The emphasis on reducing bureaucracy and trying to free the possibility for the small and medium enterprise sector is important. What the detail is remains to be seen.
Ukraine has enormous unrealized potential one measure of which I occasionally use as an illustration. I come from Ireland, an island that is far much smaller than Ukraine in size. The population of the Republic of Ireland at four and a quarter million people is less than one tenth of the population of Ukraine. Yet when one examines World Bank statistics Ireland has a bigger national income measured in US dollars than Ukraine. This to me is shocking.
What kind of explanation would you give to this situation?
That is not just about innate smartness of the respective populations. It is to do with systems and in particular high levels of corruption, the need to reform economic policy and incentives and disincentives. It is a whole package of things but this is not essentially about the quality of ordinary Ukrainians but rather about about the lack of quality of their governance and policy systems and structures.
Frankly, if the economy is to improve over time reforming structures and getting rid of the corruption that has held back Ukraine is vital. Curbing the opaque political role and influence of oligarchs needs to be part of this appetite for change. Since the collapse of the Soviet Union look at what happened in Poland as compared to Ukraine. As neighbors Poland and Ukraine started out from a broadly similar point of departure. Today the Polish income per head is nearly three times that of Ukraine, infant mortality today is much lower than in Ukraine and in Poland people live eight longer than in Ukraine on average.
Why is that?
Structures, systems and policies changed and new energies were released. This too can potentially be true for Ukraine. One cannot transfer the Polish nor the Irish experience to Ukraine, but what is evident, that when the right conditions are created for fundamental reform and change huge energy for self-advancement can be released.
Right now, however, Ukraine is fighting on many fronts, the war, the economy, the public finances and the currency. It is a very tough point of departure. It is not an easy challenge in any democracy but a word of caution as regards expectations – Rome was not build in a day.
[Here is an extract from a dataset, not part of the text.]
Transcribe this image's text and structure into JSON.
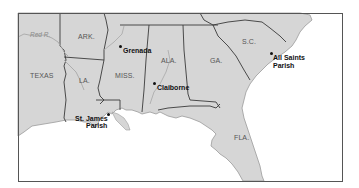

What do you think about the lustration process in Ukraine?
Several eastern European states had lustration laws so it is not new. I think that wider civil society and the Verkhovna Rada are the places to debate this in a very transparent way. There are choices to be made in defining and applying such a law. Will it be evidence-led, proportional and based on a sense of fairness and justice in assessing individuals or will it be misused for the more base motivation of revenge and settling scores?
So your question regarding the lustration law is not just about the law itself but also about its implementation and the values and attitudes that accompany such implementation. Every time any law is abused as an act of revenge it diminishes the rule of law while conversely every time law is applied with integrity it enhances the rule of law. Due process and fair procedures matter. These have not been among Ukraine’s strongest features for too many years.
The Verkhovna Rada has a duty to hold the government, the executive, to account for the application of all laws including the lustration law. In this way society can take ownership of reform through transparency. The time for hidden hands manipulating public administration and the judicial system in dark corners and behind closed doors needs to cease. Maidan was a cri de coeur for fundamental change.
There is an unhappy history in Ukraine of changes of government being defined by changes of personnel but not of practices. The separation of powers between politics and the administration of justice is an essential reform. The law needs to be applied without fear, favor, malice or prejudice and to be seen to do so. Without an independent judiciary Ukraine will continue to struggle to liberate itself from the things that in the past have prevented a better future for your people.